Boy from Bowral
Photograph
by Preeti Verma Lal
Leaning on a myrtle outside 20, Glebe Street, I missed a heartbeat. I was standing outside the house of a man I swoon over. No, he was not there. But the air was laden with his memories – he wore the flannels, laced his boots and hit the red twine ball in the oval green across the street; he pushed the dowels into the wooden planks as his father hunched over to build this house; on a glum day, he’d clank the piano keys; on sunny days, he watered the roses...
The man I swoon over was not there, but the thicket fence is still painted a bright burgundy, the old eucalyptus lends shade, the lavender shrub bestows fragrance, the cacti machismo and a steel nameplate its identity: “20, Glebe Street. Bradman lived in this house from 1924 to 1928”. I was in Bowral (a two-hour drive from Sydney) on a Cricket Legends Tour to meet the man who lent this sleepy town its cherished fame - Sir Donald Bradman. And it was here that I missed a heartbeat.
20, Glebe Street, however, was not the first home for the Boy from Bowral. One fateful day in 1911, George and Emily Bradman sold their farm in Yeo Yeo, Cootamundra, and decided to settle in 52, Shepherd Street , Bowral. George came with his carpentry tools and in Emily’s arms was a little boy called Donald Bradman. Then, Bowral was admiringly quiet and for the monied and the mighty, an exclusive getaway. From the modest house in Shepherd Street , Bradman walked to Bowral Public School .
It was in 52, Shepherd Street that Bradman practiced the tank tap – he’d tap a golf ball with a cricket stump against a curved course of bricks supporting the family’s water tank. The tank taps sure worked magic – at 12, in the second game of school cricket against Mittagong Public School , he took 8 wickets and scored 115 not out. Years later, in the oval green (now called The Bradman Oval), he hit 234 against the Wingello team that included the fiery Bill O’Reilly. Reilly later described his encounter with Bradman, “he approached the wicket with what seemed like a diffident gait of a stop-gap performer…”
I walked past The Bradman Oval and stepped into International Cricket Hall of Fame, a modern, high-tech Museum with interactive touch screens where Shannon O’Connor, Tourism Development Manager, was waiting with mounds of information about cricket’s greatest ever. Originally, the Bradman Museum, the Hall aims to not preserve cricketing history and artifacts but also to expand Bradman’s wish that “cricket should continue to flourish and spread its wings. The world can only be richer for it.”
But in the Hall, I was not thinking cricket, I was thinking Bradman. Only Bradman. Nothing else. And then I saw him. A wall full of him. Framed in black and white, sepia and colour. Looking dapper in a fedora and trench; standing by a shrub wearing suspenders; in a huddle with his cricketing mates; lazily holding a tennis racquet; posing outside a brick house, not in white flannel, but a dark pin-striped suit. Bradman seemed to be peeping from every corner, but it was Photograph numbered 67 that had me intrigued. On a bench sat a child in a frock with lace trimming, the unruly hair held with a clip and wearing a smile that has not broken yet. “Bradman’s sister?” I threw a question at O’Connor. “No, this is Bradman at 18 months,” he answered knowingly. Bradman in a frock? I grinned.
There was so much of Bradman on the walls. I, however, was getting greedy. I wanted to see/know more. I noticed ‘Don’ signed in black ink on a typed letter on which the ink has faded. It is dated 20.8.63 and begins with, “Dear Gubby, Your letter of 1 st August has only just reached me…” Behind the glass pane, lay another letter, with Don in slanted hand. Dated 18.4.86 and bearing the address 2, Holden Street, Keningston Park, South Australia, this letter is addressed to Bob: “Your (sic) should have no qualms about asking me to sign a bat at leisure for some worthwhile cause. I do not mind it all, especially when I think of people who have no regard for my personal feelings or time such as the fellow who called at my front door at 9.30 pm on Xmas Eve (after I had gone to bed) seeking a signature on a bat for his son for a Xmas present…” Locked in another cupboard was an old newspaper advertisement of Don Bradman Special Cricket Boot. Another clipping was by B Warsop & Sons, Cricket Bat Manufacturers, Sole Makers and Patentees of Conqueror Spring Handle bat as “used by principal players of England and Colonies…”
Over the glass pane, I ran my hand on the slanted ‘Don’. I walked back to the house where he lived and wondered whether he’d peep from behind the white curtain. I hit a twine ball in The Bradman Oval and imagined him standing there laughing at my awfully terrible attempt at playing cricket.
The man I swoon over is no more. His ash lies scattered near his house on 20, Glebe Street . But, in Bowral, Sir Donald Bradman was everywhere. Even in my missed heartbeat.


• _Task to carry out_: The data below should be restated word for word, with every picture omitted.

• _Available records_:
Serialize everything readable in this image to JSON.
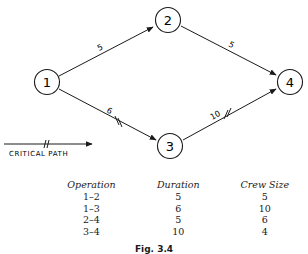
{
  "diagram": {
    "nodes": [
      {
        "id": "1",
        "label": "1"
      },
      {
        "id": "2",
        "label": "2"
      },
      {
        "id": "3",
        "label": "3"
      },
      {
        "id": "4",
        "label": "4"
      }
    ],
    "edges": [
      {
        "from": "1",
        "to": "2",
        "duration_label": "5",
        "critical": false
      },
      {
        "from": "2",
        "to": "4",
        "duration_label": "5",
        "critical": false
      },
      {
        "from": "1",
        "to": "3",
        "duration_label": "6",
        "critical": true
      },
      {
        "from": "3",
        "to": "4",
        "duration_label": "10",
        "critical": true
      }
    ],
    "legend": {
      "label": "CRITICAL PATH"
    }
  },
  "table": {
    "headers": [
      "Operation",
      "Duration",
      "Crew Size"
    ],
    "rows": [
      [
        "1–2",
        "5",
        "5"
      ],
      [
        "1–3",
        "6",
        "10"
      ],
      [
        "2–4",
        "5",
        "6"
      ],
      [
        "3–4",
        "10",
        "4"
      ]
    ]
  },
  "caption": "Fig. 3.4"
}
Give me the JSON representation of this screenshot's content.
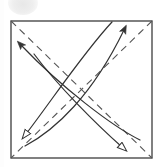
{
  "figure": {
    "background_color": "#ffffff",
    "line_color": "#3a3a3a",
    "dash_color": "#555555",
    "smudge_color": "#ececec"
  },
  "square": {
    "name": "paper-square",
    "x": 11,
    "y": 21,
    "width": 141,
    "height": 137,
    "stroke": "#4a4a4a",
    "stroke_width": 1.4,
    "fill": "#ffffff"
  },
  "fold_lines": [
    {
      "name": "diagonal-fold-tl-br",
      "from_x": 11,
      "from_y": 21,
      "to_x": 152,
      "to_y": 158,
      "style": "dashed",
      "dash_pattern": "7 5",
      "stroke": "#555555",
      "stroke_width": 1.1
    },
    {
      "name": "diagonal-fold-tr-bl",
      "from_x": 152,
      "from_y": 21,
      "to_x": 11,
      "to_y": 158,
      "style": "dashed",
      "dash_pattern": "7 5",
      "stroke": "#555555",
      "stroke_width": 1.1
    }
  ],
  "arrows": [
    {
      "name": "arrow-up-right",
      "label": "fold up-right",
      "head_style": "solid",
      "path": "M 25 146 C 55 130, 92 96, 124 30",
      "tip_x": 124,
      "tip_y": 30,
      "stroke": "#333333",
      "stroke_width": 1.2
    },
    {
      "name": "arrow-up-left",
      "label": "fold up-left",
      "head_style": "solid",
      "path": "M 140 140 C 112 126, 62 88, 21 45",
      "tip_x": 21,
      "tip_y": 45,
      "stroke": "#333333",
      "stroke_width": 1.2
    },
    {
      "name": "arrow-down-left",
      "label": "unfold down-left",
      "head_style": "hollow",
      "path": "M 112 22 C 84 52, 52 100, 26 134",
      "tip_x": 20,
      "tip_y": 141,
      "stroke": "#333333",
      "stroke_width": 1.2
    },
    {
      "name": "arrow-down-right",
      "label": "unfold down-right",
      "head_style": "hollow",
      "path": "M 34 54 C 58 86, 96 124, 122 147",
      "tip_x": 128,
      "tip_y": 153,
      "stroke": "#333333",
      "stroke_width": 1.2
    }
  ],
  "artifacts": {
    "smudge_top_left": {
      "name": "scan-smudge",
      "visible": true
    }
  }
}
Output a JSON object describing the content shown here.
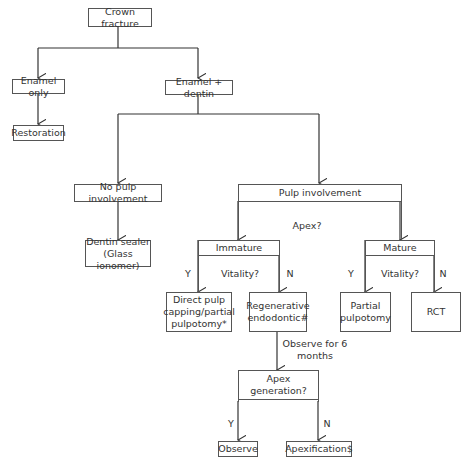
{
  "nodes": {
    "crown_fracture": "Crown fracture",
    "enamel_only": "Enamel only",
    "restoration": "Restoration",
    "enamel_dentin": "Enamel + dentin",
    "no_pulp": "No pulp involvement",
    "dentin_sealer": "Dentin sealer\n(Glass ionomer)",
    "pulp_involvement": "Pulp involvement",
    "immature": "Immature",
    "mature": "Mature",
    "direct_pulp": "Direct pulp\ncapping/partial\npulpotomy*",
    "regenerative": "Regenerative\nendodontic#",
    "partial_pulpotomy": "Partial\npulpotomy",
    "rct": "RCT",
    "apex_generation": "Apex\ngeneration?",
    "observe": "Observe",
    "apexification": "Apexification$"
  },
  "labels": {
    "apex_q": "Apex?",
    "vitality_left": "Vitality?",
    "vitality_right": "Vitality?",
    "yes": "Y",
    "no": "N",
    "observe_6": "Observe for 6\nmonths"
  }
}
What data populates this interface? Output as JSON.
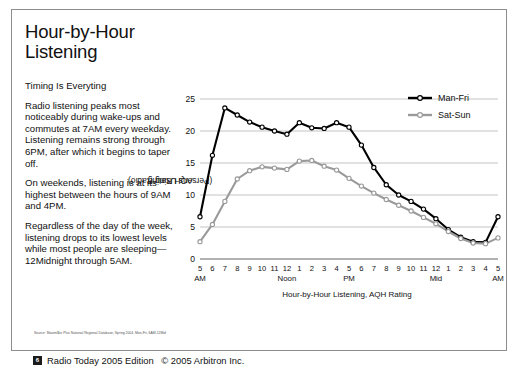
{
  "page": {
    "title": "Hour-by-Hour Listening",
    "subhead": "Timing Is Everyting",
    "paragraphs": [
      "Radio listening peaks most noticeably during wake-ups and commutes at 7AM every weekday. Listening remains strong through 6PM, after which it begins to taper off.",
      "On weekends, listening is at its highest between the hours of 9AM and 4PM.",
      "Regardless of the day of the week, listening drops to its lowest levels while most people are sleeping—12Midnight through 5AM."
    ],
    "source": "Source: Maximi$er Plus National Regional Database, Spring 2004, Mon-Fri, 6AM-12Mid",
    "footer": {
      "page_number": "6",
      "edition": "Radio Today 2005 Edition",
      "copyright": "© 2005 Arbitron Inc."
    }
  },
  "chart_data": {
    "type": "line",
    "title": "",
    "xlabel": "Hour-by-Hour Listening, AQH Rating",
    "ylabel": "AQH Rating\n(Persons Using Radio)",
    "ylabel_line1": "AQH Rating",
    "ylabel_line2": "(Persons Using Radio)",
    "ylim": [
      0,
      25
    ],
    "yticks": [
      0,
      5,
      10,
      15,
      20,
      25
    ],
    "grid": true,
    "legend_position": "top-right",
    "categories": [
      "5",
      "6",
      "7",
      "8",
      "9",
      "10",
      "11",
      "12",
      "1",
      "2",
      "3",
      "4",
      "5",
      "6",
      "7",
      "8",
      "9",
      "10",
      "11",
      "12",
      "1",
      "2",
      "3",
      "4",
      "5"
    ],
    "daypart_labels": [
      "AM",
      "Noon",
      "PM",
      "Mid",
      "AM"
    ],
    "daypart_label_index": [
      0,
      7,
      12,
      19,
      24
    ],
    "series": [
      {
        "name": "Man-Fri",
        "color": "#000000",
        "values": [
          6.6,
          16.2,
          23.6,
          22.5,
          21.4,
          20.6,
          20.0,
          19.5,
          21.3,
          20.5,
          20.4,
          21.3,
          20.6,
          17.8,
          14.3,
          11.6,
          10.0,
          9.0,
          7.8,
          6.3,
          4.6,
          3.4,
          2.7,
          2.6,
          6.6
        ]
      },
      {
        "name": "Sat-Sun",
        "color": "#9a9a9a",
        "values": [
          2.7,
          5.4,
          9.0,
          12.5,
          13.8,
          14.4,
          14.2,
          14.0,
          15.3,
          15.4,
          14.5,
          13.9,
          12.6,
          11.4,
          10.3,
          9.3,
          8.4,
          7.5,
          6.5,
          5.5,
          4.3,
          3.2,
          2.5,
          2.4,
          3.3
        ]
      }
    ]
  }
}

• _Result below_:
Serialize everything readable in this image to JSON.
{
  "diagram": {
    "nodes": [
      {
        "id": "1",
        "label": "1"
      },
      {
        "id": "2",
        "label": "2"
      },
      {
        "id": "3",
        "label": "3"
      },
      {
        "id": "4",
        "label": "4"
      }
    ],
    "edges": [
      {
        "from": "1",
        "to": "2",
        "duration_label": "5",
        "critical": false
      },
      {
        "from": "2",
        "to": "4",
        "duration_label": "5",
        "critical": false
      },
      {
        "from": "1",
        "to": "3",
        "duration_label": "6",
        "critical": true
      },
      {
        "from": "3",
        "to": "4",
        "duration_label": "10",
        "critical": true
      }
    ],
    "legend": {
      "label": "CRITICAL PATH"
    }
  },
  "table": {
    "headers": [
      "Operation",
      "Duration",
      "Crew Size"
    ],
    "rows": [
      [
        "1–2",
        "5",
        "5"
      ],
      [
        "1–3",
        "6",
        "10"
      ],
      [
        "2–4",
        "5",
        "6"
      ],
      [
        "3–4",
        "10",
        "4"
      ]
    ]
  },
  "caption": "Fig. 3.4"
}
Give me the JSON representation of this screenshot's content.
{
  "figure": {
    "background_color": "#ffffff",
    "line_color": "#3a3a3a",
    "dash_color": "#555555",
    "smudge_color": "#ececec"
  },
  "square": {
    "name": "paper-square",
    "x": 11,
    "y": 21,
    "width": 141,
    "height": 137,
    "stroke": "#4a4a4a",
    "stroke_width": 1.4,
    "fill": "#ffffff"
  },
  "fold_lines": [
    {
      "name": "diagonal-fold-tl-br",
      "from_x": 11,
      "from_y": 21,
      "to_x": 152,
      "to_y": 158,
      "style": "dashed",
      "dash_pattern": "7 5",
      "stroke": "#555555",
      "stroke_width": 1.1
    },
    {
      "name": "diagonal-fold-tr-bl",
      "from_x": 152,
      "from_y": 21,
      "to_x": 11,
      "to_y": 158,
      "style": "dashed",
      "dash_pattern": "7 5",
      "stroke": "#555555",
      "stroke_width": 1.1
    }
  ],
  "arrows": [
    {
      "name": "arrow-up-right",
      "label": "fold up-right",
      "head_style": "solid",
      "path": "M 25 146 C 55 130, 92 96, 124 30",
      "tip_x": 124,
      "tip_y": 30,
      "stroke": "#333333",
      "stroke_width": 1.2
    },
    {
      "name": "arrow-up-left",
      "label": "fold up-left",
      "head_style": "solid",
      "path": "M 140 140 C 112 126, 62 88, 21 45",
      "tip_x": 21,
      "tip_y": 45,
      "stroke": "#333333",
      "stroke_width": 1.2
    },
    {
      "name": "arrow-down-left",
      "label": "unfold down-left",
      "head_style": "hollow",
      "path": "M 112 22 C 84 52, 52 100, 26 134",
      "tip_x": 20,
      "tip_y": 141,
      "stroke": "#333333",
      "stroke_width": 1.2
    },
    {
      "name": "arrow-down-right",
      "label": "unfold down-right",
      "head_style": "hollow",
      "path": "M 34 54 C 58 86, 96 124, 122 147",
      "tip_x": 128,
      "tip_y": 153,
      "stroke": "#333333",
      "stroke_width": 1.2
    }
  ],
  "artifacts": {
    "smudge_top_left": {
      "name": "scan-smudge",
      "visible": true
    }
  }
}
Output a JSON object describing the content shown here.
{
  "nodes": {
    "crown_fracture": "Crown fracture",
    "enamel_only": "Enamel only",
    "restoration": "Restoration",
    "enamel_dentin": "Enamel + dentin",
    "no_pulp": "No pulp involvement",
    "dentin_sealer": "Dentin sealer\n(Glass ionomer)",
    "pulp_involvement": "Pulp involvement",
    "immature": "Immature",
    "mature": "Mature",
    "direct_pulp": "Direct pulp\ncapping/partial\npulpotomy*",
    "regenerative": "Regenerative\nendodontic#",
    "partial_pulpotomy": "Partial\npulpotomy",
    "rct": "RCT",
    "apex_generation": "Apex\ngeneration?",
    "observe": "Observe",
    "apexification": "Apexification$"
  },
  "labels": {
    "apex_q": "Apex?",
    "vitality_left": "Vitality?",
    "vitality_right": "Vitality?",
    "yes": "Y",
    "no": "N",
    "observe_6": "Observe for 6\nmonths"
  }
}
What data populates this interface? Output as JSON.
{
  "page": {
    "title": "Hour-by-Hour Listening",
    "subhead": "Timing Is Everyting",
    "paragraphs": [
      "Radio listening peaks most noticeably during wake-ups and commutes at 7AM every weekday. Listening remains strong through 6PM, after which it begins to taper off.",
      "On weekends, listening is at its highest between the hours of 9AM and 4PM.",
      "Regardless of the day of the week, listening drops to its lowest levels while most people are sleeping—12Midnight through 5AM."
    ],
    "source": "Source: Maximi$er Plus National Regional Database, Spring 2004, Mon-Fri, 6AM-12Mid",
    "footer": {
      "page_number": "6",
      "edition": "Radio Today 2005 Edition",
      "copyright": "© 2005 Arbitron Inc."
    }
  },
  "chart_data": {
    "type": "line",
    "title": "",
    "xlabel": "Hour-by-Hour Listening, AQH Rating",
    "ylabel": "AQH Rating\n(Persons Using Radio)",
    "ylabel_line1": "AQH Rating",
    "ylabel_line2": "(Persons Using Radio)",
    "ylim": [
      0,
      25
    ],
    "yticks": [
      0,
      5,
      10,
      15,
      20,
      25
    ],
    "grid": true,
    "legend_position": "top-right",
    "categories": [
      "5",
      "6",
      "7",
      "8",
      "9",
      "10",
      "11",
      "12",
      "1",
      "2",
      "3",
      "4",
      "5",
      "6",
      "7",
      "8",
      "9",
      "10",
      "11",
      "12",
      "1",
      "2",
      "3",
      "4",
      "5"
    ],
    "daypart_labels": [
      "AM",
      "Noon",
      "PM",
      "Mid",
      "AM"
    ],
    "daypart_label_index": [
      0,
      7,
      12,
      19,
      24
    ],
    "series": [
      {
        "name": "Man-Fri",
        "color": "#000000",
        "values": [
          6.6,
          16.2,
          23.6,
          22.5,
          21.4,
          20.6,
          20.0,
          19.5,
          21.3,
          20.5,
          20.4,
          21.3,
          20.6,
          17.8,
          14.3,
          11.6,
          10.0,
          9.0,
          7.8,
          6.3,
          4.6,
          3.4,
          2.7,
          2.6,
          6.6
        ]
      },
      {
        "name": "Sat-Sun",
        "color": "#9a9a9a",
        "values": [
          2.7,
          5.4,
          9.0,
          12.5,
          13.8,
          14.4,
          14.2,
          14.0,
          15.3,
          15.4,
          14.5,
          13.9,
          12.6,
          11.4,
          10.3,
          9.3,
          8.4,
          7.5,
          6.5,
          5.5,
          4.3,
          3.2,
          2.5,
          2.4,
          3.3
        ]
      }
    ]
  }
}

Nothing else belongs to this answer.